His hand slammed against the wall beside my head, trapping me in the heat of him. Too close. Too much. My pulse skittered as though it wanted to escape my body, but I couldn’t move. Not when his stare pinned me in place, burning hotter than the deepest pit of hell.

His other arm shot up, capturing my wrists and lifting them above me, locking them effortlessly in one broad grip.

I gasped, breath catching, body burning, unable to look away.

He leaned in, breath brushing my lips, and spoke in a low, razor-sharp rasp. “Let me be very clear about this, because I don’t do the fucking miscommunication trope.”

The hand on the wall slid to my hip, the heat of his palm scorching through the thin fabric of my shirt.

“I’m not just attracted to you. I’m fucking obsessed with you—your body, your mind, your godsdamn soul.” His grip flexed at my waist, dragging fire in its wake. “And if you’d let me, I’d worship every inch of all three, every damn day, for the rest of our fucking lives.”

A shiver ripped down my spine. Pressure coiled low in my stomach, molten and unbearable.

His eyes dropped to where our bodies nearly touched. When they lifted again, they were obsidian. Pupils blown wide with hunger. With want. With something raw and starved and only barely human.

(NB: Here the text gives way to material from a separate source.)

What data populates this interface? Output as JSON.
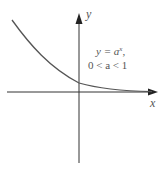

Like he’d been holding this back for too long.

For me.

How the hell had I missed it?

How had I not seen this burning, this war right beneath his skin?

And why, gods help me, did I want to be consumed by it?

He dragged me even tighter into him, like he needed me to feel it, every word, every intention.

My wrists twitched in his grip, not in protest, but because I didn’t know what to do with the electricity pulsing through me.

Caden leaned in closer, so close his nose brushed mine.

I dragged in a shallow breath, trembling against him. “Caden—”

“Don’t say my name like that,” he growled as his forehead pressed hard against mine. “Not unless you want me to lose what little fucking control I am barely clinging to right now.”

His thumb brushed my hip, slow, dragging along the curve of bone. I felt the full, devastating heat of him—his body, his anger, his restraint—and it drove me mad.

“You think I haven’t dreamed of this?” he whispered, his voice dark silk. “You think I don’t wake up hard and aching from thoughts of you underneath me?”

I whimpered—an honest, humiliating sound—and his eyes darkened, flashing with something feral.

Then his gaze dropped to my mouth. “Tell me not to kiss you,” he breathed.

His lips hovered barely an inch from mine, while time collapsed around us.

Every part of me screamed for his kiss. No way in hell was I telling him not to.

But right before contact, right before the point of no return, Sean barged into the room, his expression wild and panicked. “What the hell did you guys do?”